Tuesday, November 25, 2008

Lunch time wanders

I am feeling some pressure as to what tonight's Blog will cover as I feel that yesterday's was one of the better ones (make sure you read it). So, how do I maintain the standard? Here goes.

Let's start in the real world of work. The morning flew by as I was racing against a deadline for some research interviews. I was writing the questions. Nothing unusual there but they had to be translated, so I had to finish early and give the team time to translate and re-phrase. Strangely, they didn't invite me to sit in on the interviews.

Anyway, lunch time came around, the food options are endless and Xiou Bing gave me a tip on where to get some good food as we left the lift. I was a bit stiff, so thought I would walk for a bit first. What a great move.

Just two small blocks from the office (ad the main street of downtown SH) is a really traditional area of city dwellers and, weight for it, an antique market. It was awesome. So many things to look at from Charmian Mao posters to old coins and a lot of crappy stuff too. I felt like I had discovered a new world.

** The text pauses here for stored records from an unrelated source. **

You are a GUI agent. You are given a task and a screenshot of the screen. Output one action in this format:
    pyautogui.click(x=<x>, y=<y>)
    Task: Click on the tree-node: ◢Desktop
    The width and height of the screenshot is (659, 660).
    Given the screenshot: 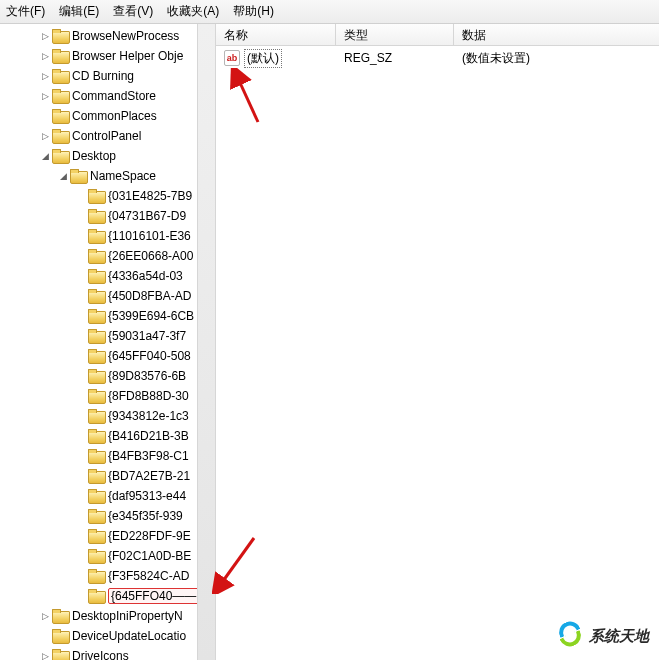 What is the action you would take?
    pyautogui.click(x=108, y=156)
    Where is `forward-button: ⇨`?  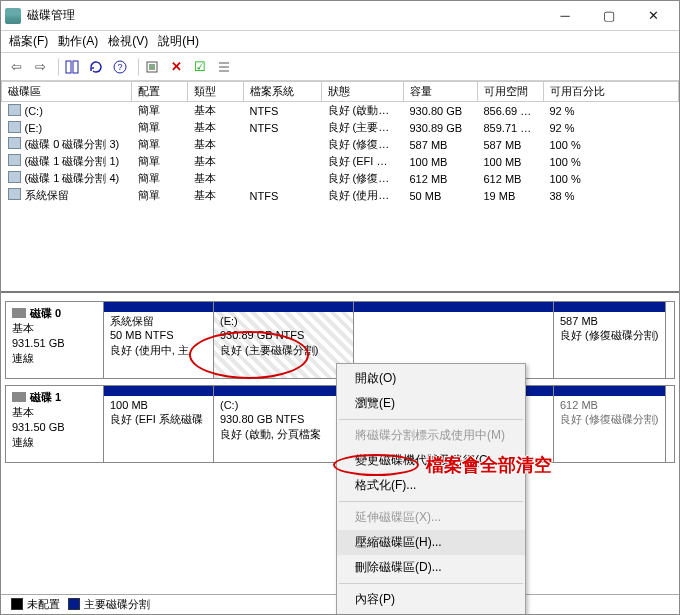 forward-button: ⇨ is located at coordinates (40, 67).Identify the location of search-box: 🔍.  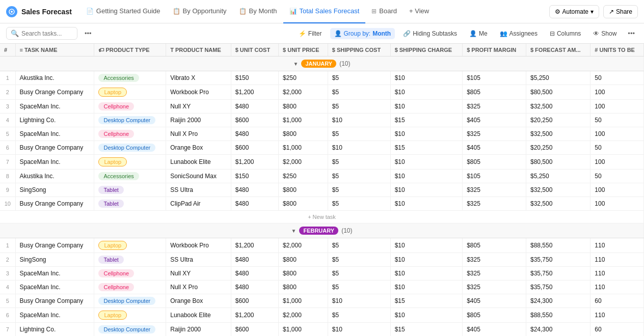
(42, 34).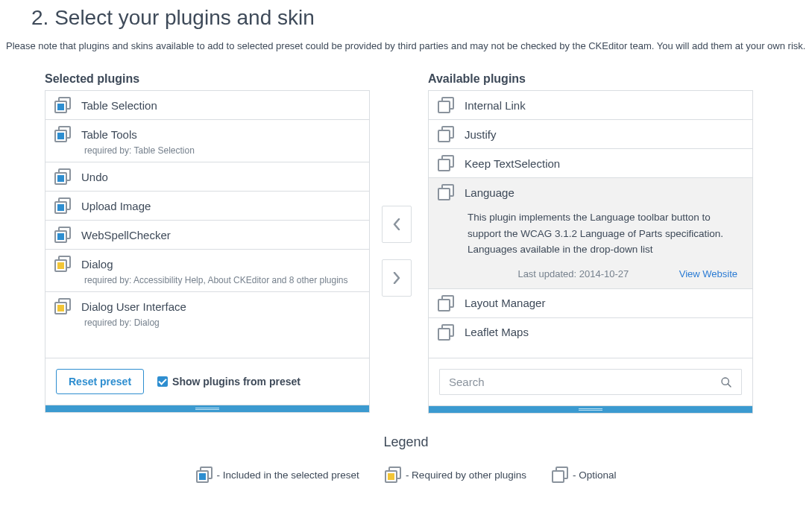 Image resolution: width=812 pixels, height=506 pixels. I want to click on plugin-row: Language, so click(591, 192).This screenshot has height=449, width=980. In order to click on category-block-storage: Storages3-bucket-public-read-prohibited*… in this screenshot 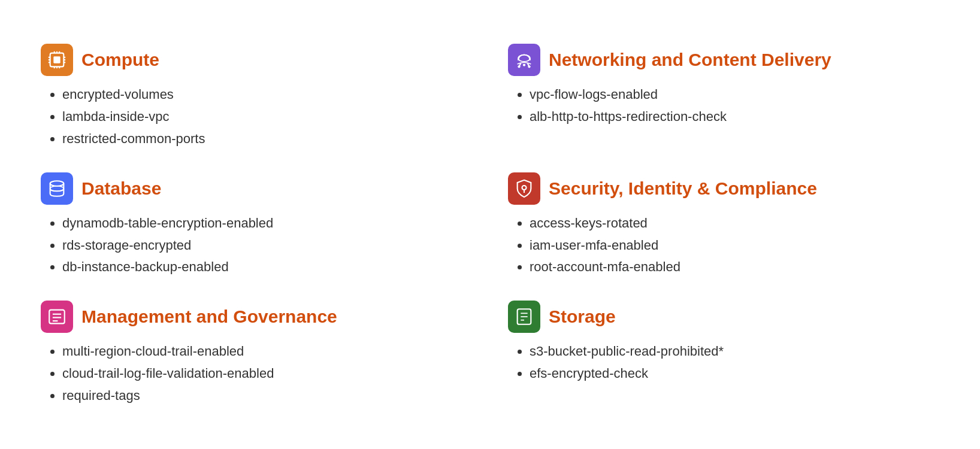, I will do `click(724, 353)`.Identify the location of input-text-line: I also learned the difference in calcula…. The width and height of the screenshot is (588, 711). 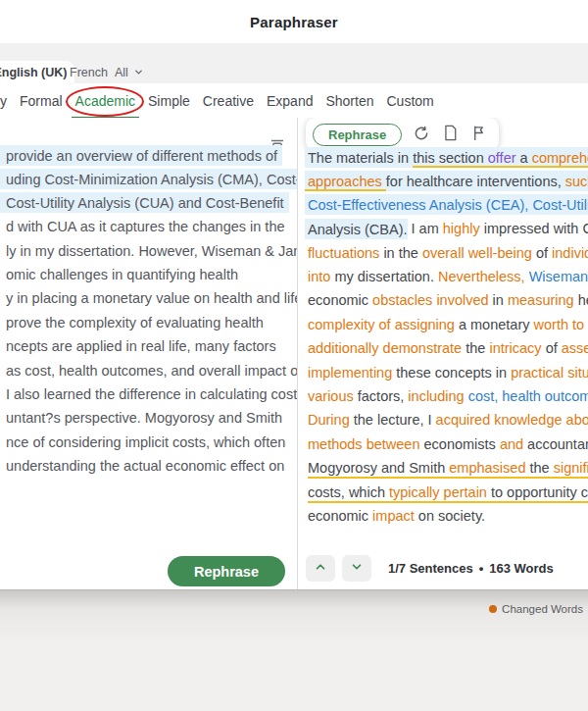
(151, 394). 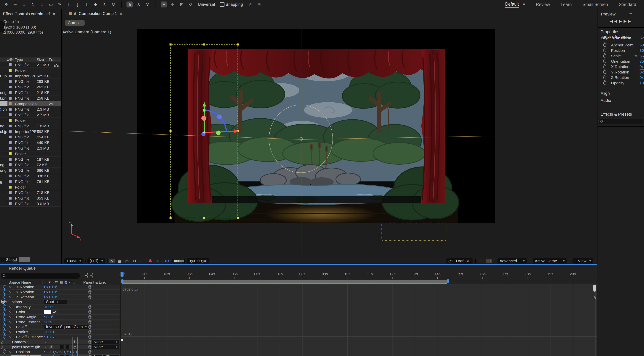 What do you see at coordinates (616, 114) in the screenshot?
I see `effects-presets-section: Effects & Presets` at bounding box center [616, 114].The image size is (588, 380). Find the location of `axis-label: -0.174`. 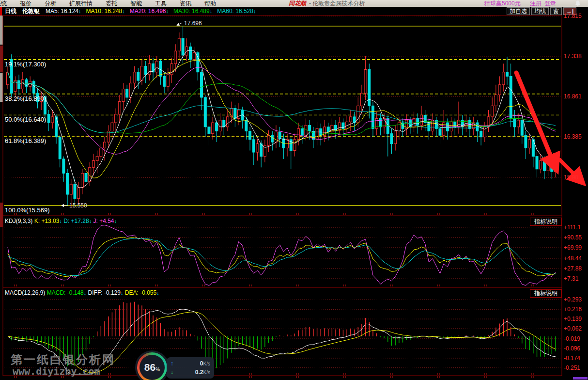

axis-label: -0.174 is located at coordinates (572, 358).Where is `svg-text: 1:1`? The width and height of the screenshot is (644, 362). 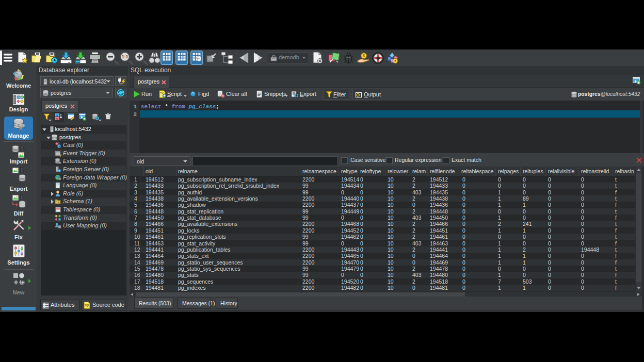 svg-text: 1:1 is located at coordinates (125, 57).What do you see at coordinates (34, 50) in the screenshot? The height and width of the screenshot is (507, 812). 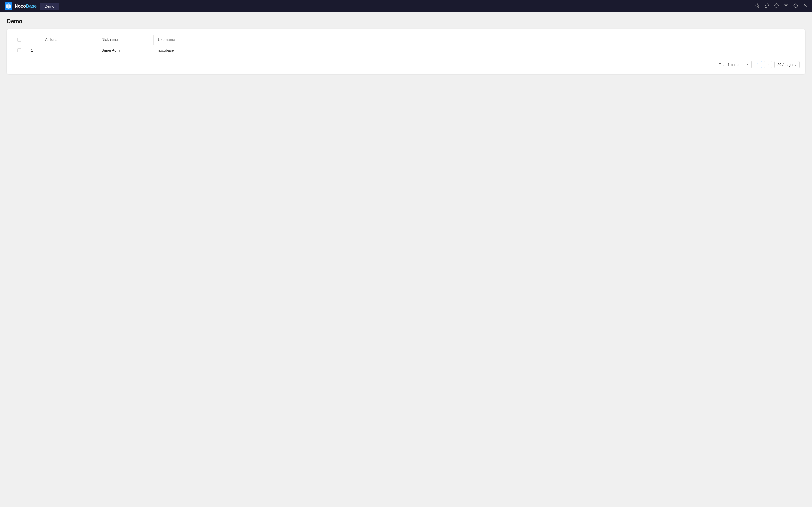 I see `row-index: 1` at bounding box center [34, 50].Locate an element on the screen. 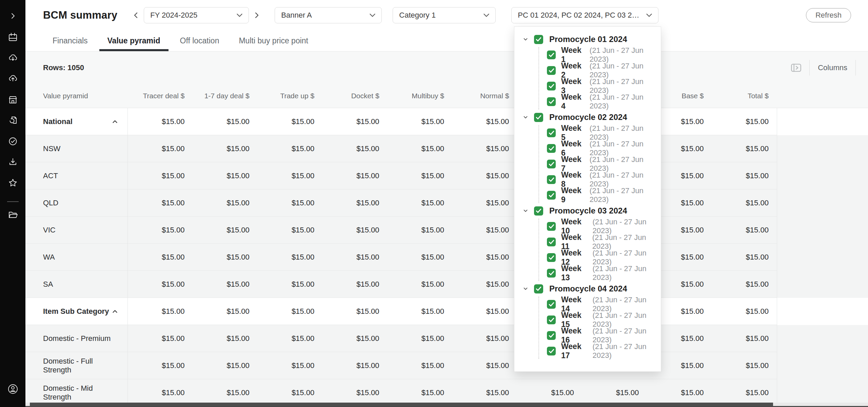 The width and height of the screenshot is (868, 407). week-name: Week 17 is located at coordinates (575, 351).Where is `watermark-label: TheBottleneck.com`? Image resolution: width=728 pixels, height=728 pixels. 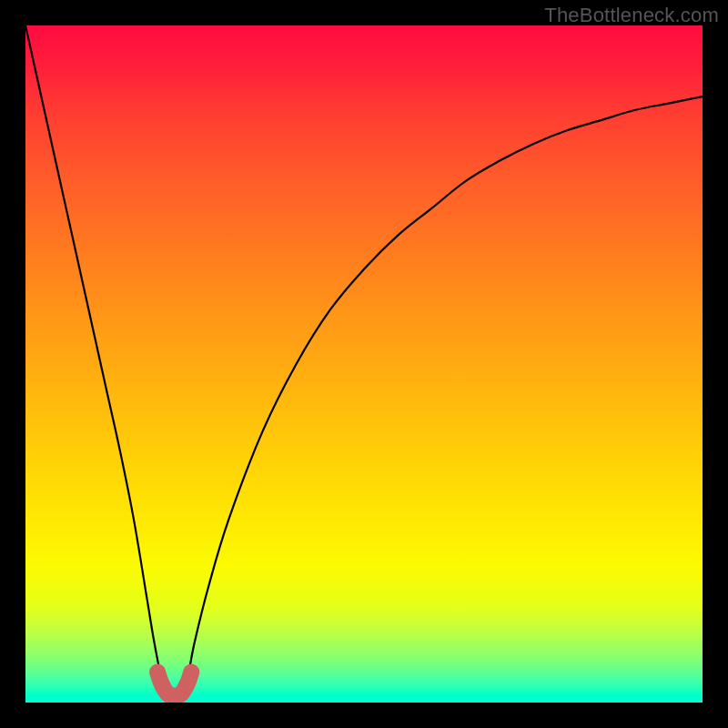
watermark-label: TheBottleneck.com is located at coordinates (632, 15).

The antique market (which is actually just stalls on 3 streets), was just the precursor to today's real discovery.

Everyone has hard the saying "Chinese Laundry." Well, I stumbled on the perfect example. Streets where they hang their laundry from anything, between anything. Down the foot path, across the street, on phone lines, on power cables. Anything will do. Clearly a hazard of an underwear fetishist walks by, but it's just the done thing. You get to see a great variety of clothing and underwear from the lacy to the winter long johns.



See the picture (above), this is a footpath that I was walking along until I was confronted with the day's washing. And the second photo (right) is a cracker. If you look closely in the middle the dark section s a bunch of guys sitting and standing playing cards. Just like kids in a makeshift 'cubby house,' these guys play on surrounded by the sheets and towels.

Key observation;
Without the clothes on the lines, I don't see the strings and the hang just at my neck level. So I think hanging clothes on these lines is a good safety thing.

You also have to be careful and nimble when they are using long poles to get the clothes off the overhead phone lines across the streets - I nearly had a set of long johns land on my head as I walked by. I was just quick enough to dodge and avoid a disaster of "luandromatic proportions."

Enough laundry talk, back to the office.